Music history, referring to the records of users' listening or downloading history in online music services, is the primary source for music service providers to analyze users' preferences on music and thus to provide personalized recommendations to users. In order to engage users into the service and to improve user experience, it would be beneficial to provide visual analyses of one user's music history as well as visualized recommendations to that user. In this paper, we take a user-centric approach to the design of such visual analyses. We start by investigating user needs on such visual analyses and recommendations, then propose several different visualization schemes, and perform a pilot study to collect user feedback on the designed schemes. We further conduct user studies to verify the utility of the proposed schemes, and the results not only demonstrate the effectiveness of our proposed visualization, but also provide important insights to guide the visualization design in the future.
This paper presents sufficient conditions for the convergence of online estimation methods and the stability of adaptive control strategies for a class of history dependent, functional differential equations. The study is motivated by the increasing interest in estimation and control techniques for robotic systems whose governing equations include history dependent nonlinearities. The functional differential equations in this paper are constructed using integral operators that depend on distributed parameters.

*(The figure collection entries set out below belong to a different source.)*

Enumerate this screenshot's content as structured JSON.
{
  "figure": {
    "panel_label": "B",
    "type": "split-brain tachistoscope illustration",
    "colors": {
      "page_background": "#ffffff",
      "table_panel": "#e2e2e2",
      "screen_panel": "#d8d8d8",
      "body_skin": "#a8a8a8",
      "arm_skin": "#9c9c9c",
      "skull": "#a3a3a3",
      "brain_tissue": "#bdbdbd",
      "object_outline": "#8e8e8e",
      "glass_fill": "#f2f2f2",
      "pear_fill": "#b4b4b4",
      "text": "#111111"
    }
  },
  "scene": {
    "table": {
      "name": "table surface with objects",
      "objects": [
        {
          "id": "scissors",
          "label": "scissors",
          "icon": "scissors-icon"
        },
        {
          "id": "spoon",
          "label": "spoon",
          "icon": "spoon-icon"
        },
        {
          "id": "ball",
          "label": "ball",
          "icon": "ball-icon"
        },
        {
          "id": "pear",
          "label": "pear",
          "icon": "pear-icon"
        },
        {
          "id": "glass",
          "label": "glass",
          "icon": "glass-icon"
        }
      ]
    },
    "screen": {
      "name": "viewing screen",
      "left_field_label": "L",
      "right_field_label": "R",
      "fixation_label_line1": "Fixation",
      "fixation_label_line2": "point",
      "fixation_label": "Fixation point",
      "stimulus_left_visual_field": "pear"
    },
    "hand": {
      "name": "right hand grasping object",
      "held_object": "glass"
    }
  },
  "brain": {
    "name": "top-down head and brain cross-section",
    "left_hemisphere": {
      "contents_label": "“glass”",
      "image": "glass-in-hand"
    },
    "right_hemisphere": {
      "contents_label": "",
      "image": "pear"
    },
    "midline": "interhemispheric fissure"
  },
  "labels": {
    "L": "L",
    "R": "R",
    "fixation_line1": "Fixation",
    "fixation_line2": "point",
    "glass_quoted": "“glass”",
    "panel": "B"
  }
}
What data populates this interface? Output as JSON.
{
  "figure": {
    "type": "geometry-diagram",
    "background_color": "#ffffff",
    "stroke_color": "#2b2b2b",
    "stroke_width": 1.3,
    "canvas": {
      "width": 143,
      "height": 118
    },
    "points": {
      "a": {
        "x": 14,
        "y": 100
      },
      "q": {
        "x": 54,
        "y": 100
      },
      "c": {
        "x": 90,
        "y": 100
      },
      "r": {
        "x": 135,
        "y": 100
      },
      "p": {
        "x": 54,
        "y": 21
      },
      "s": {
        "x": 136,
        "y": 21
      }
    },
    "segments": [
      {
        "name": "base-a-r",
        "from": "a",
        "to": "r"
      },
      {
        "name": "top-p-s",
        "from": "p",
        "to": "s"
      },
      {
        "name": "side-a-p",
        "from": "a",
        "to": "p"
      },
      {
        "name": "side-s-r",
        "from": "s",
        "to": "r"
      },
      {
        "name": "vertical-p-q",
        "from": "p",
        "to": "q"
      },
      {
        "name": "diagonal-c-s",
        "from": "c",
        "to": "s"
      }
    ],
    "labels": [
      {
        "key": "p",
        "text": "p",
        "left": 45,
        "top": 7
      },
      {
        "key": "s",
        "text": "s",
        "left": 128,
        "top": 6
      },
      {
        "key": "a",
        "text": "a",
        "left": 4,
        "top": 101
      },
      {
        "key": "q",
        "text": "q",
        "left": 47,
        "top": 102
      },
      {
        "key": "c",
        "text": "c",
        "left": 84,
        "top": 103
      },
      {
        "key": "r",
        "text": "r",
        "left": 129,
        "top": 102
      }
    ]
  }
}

As a consequence the resulting estimation and control equations are examples of distributed parameter systems whose states and distributed parameters evolve in finite and infinite dimensional spaces, respectively. suWell-posedness, existence, and uniqueness are discussed for the class of fully actuated robotic systems with history dependent forces in their governing equation of motion. By deriving rates of approximation for the class of history dependent operators in this paper, sufficient conditions are derived that guarantee that finite dimensional approximations of the online estimation equations converge to the solution of the infinite dimensional, distributed parameter system. The convergence and stability of a sliding mode adaptive control strategy for the history dependent, functional differential equations is established using Barbalat's lemma.
Review to Simbor i Roig, Vicent, Ironies de la Modernitat. La ironia del Modernisme al Noucentisme, Barcelona, Publicacions de l’Abadia de Montserrat, 2016, 280 pp., ISBN: 978-84-9883-811-4
The early history of the Vogt-Russell theorem is retraced following its route starting at the realization of a correlation between mass and luminosity of binary and pulsating stars, through the embossing of this observation into a theorem, and finally to the emerging first signs of its failure to serve as a theorem in the strict mathematical sense of the word.